Maintenance Supervisor Jack Suttek described both as essential “band-aid fixes,” though the condensers are not built-in, and could be moved to another building later if the Berg Complex is torn down and replaced.
“We should be able to move the condensing units and coils to another building as needed, once the bond passes,” Suttek said. “But the control systems are hard-wired into a specific building. We might be able to salvage a few parts, but 90 percent of the controls we will not be able to recoup.”
The public is set to vote on a bond issue in September to replace the facility with an all-new, modern building on the same site, with Suttek’s staff continuing to tinker with and replace hardware at the school while new construction would be taking place. The projects approved this week are part of what has been an ongoing struggle to keep up with a difficult building to maintain.
While the Berg Complex, built in 1963, is far from being the oldest structure among Newton’s seven buildings that will house students next year, the additions and other modifications through the years to the single-story facility have stretched it to its limits in many ways. The long, tube-like duct work and electrical systems weren’t built to sustain the demands of modern electricity needs or the staff and student expectations of temperature control.
The condensers were installed in 1984 and don’t have an infinite life, Suttek said.
“We have three condenser units that are all dead in the water,” Suttek told the board. “We’ve talked about this a few times throughout the school year, trying to get as much as we could out of the old machinery. They only have a shelf life of 15 to 20 years.”
Suttek said the automation system services the main furnace unit, which is not being replaced at this time.
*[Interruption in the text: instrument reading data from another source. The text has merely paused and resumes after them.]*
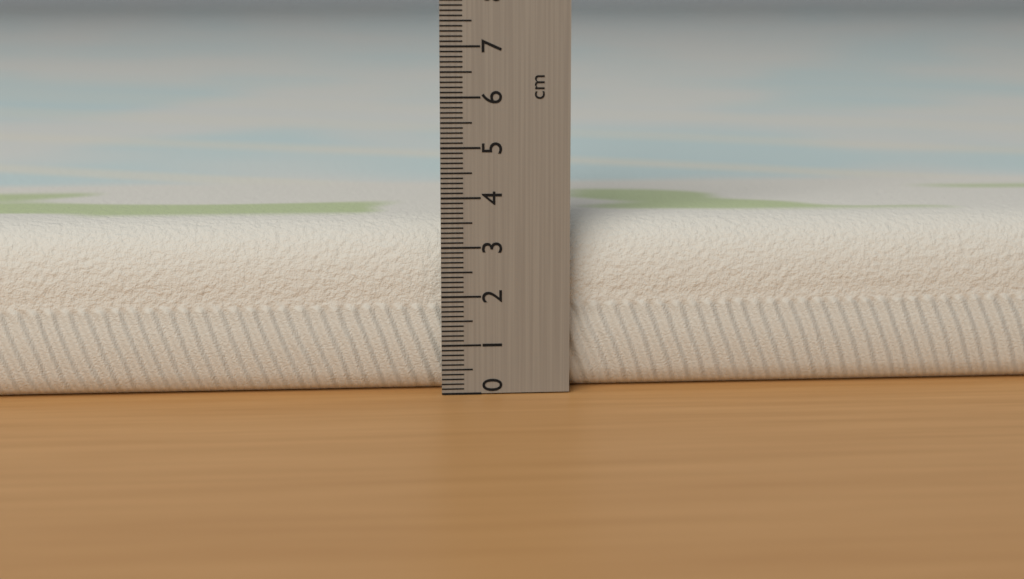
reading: 3.5 cm
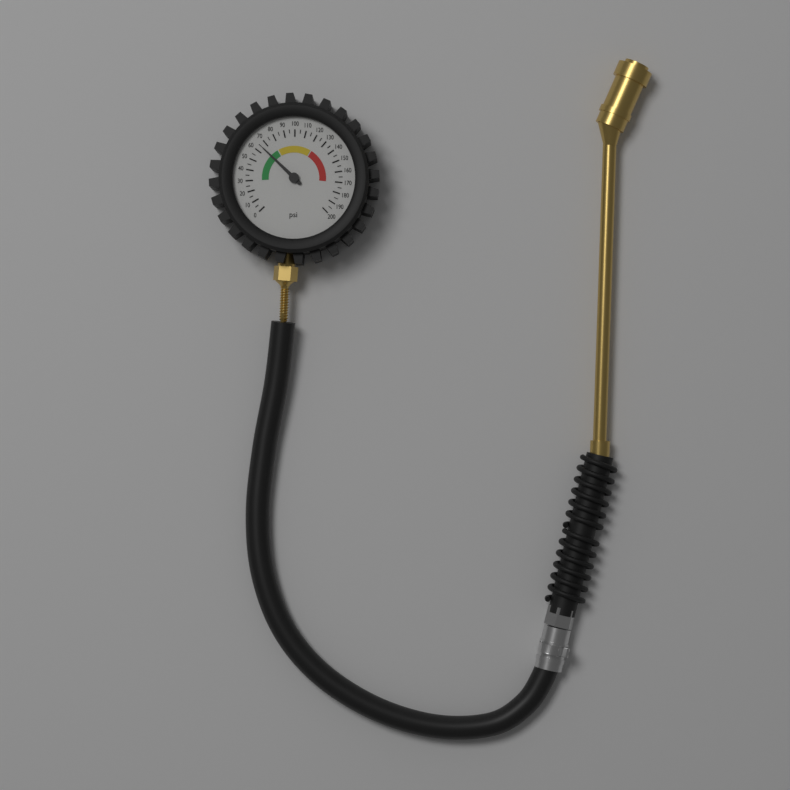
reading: 65 psi
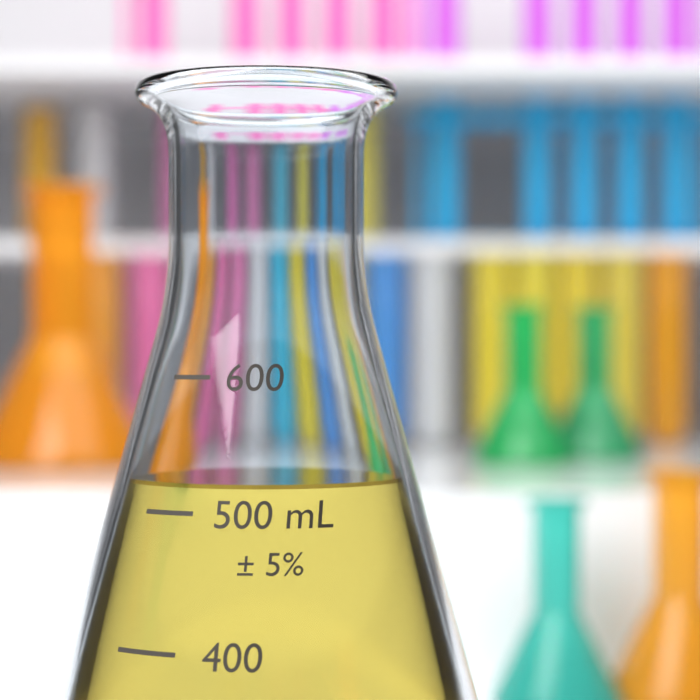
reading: 520 mL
The system is not a large, heavy unit, but rather a series of sensors, thermostat controls, dampers and activators that would look like dozens of small parts if set out all at once.
Mold wasn’t the first thing Suttek mentioned, but he did volunteer at Monday’s meeting that maintaining air quality in the complex is certainly part of preventing the mold that’s been found in a Berg classroom as recently as last summer.
“I don’t want to have incidents with mold again,” Suttek said. “It’s already a safe building, but this purchase will help maintain safety and comfort with all the students and new faculty that are going into the complex.”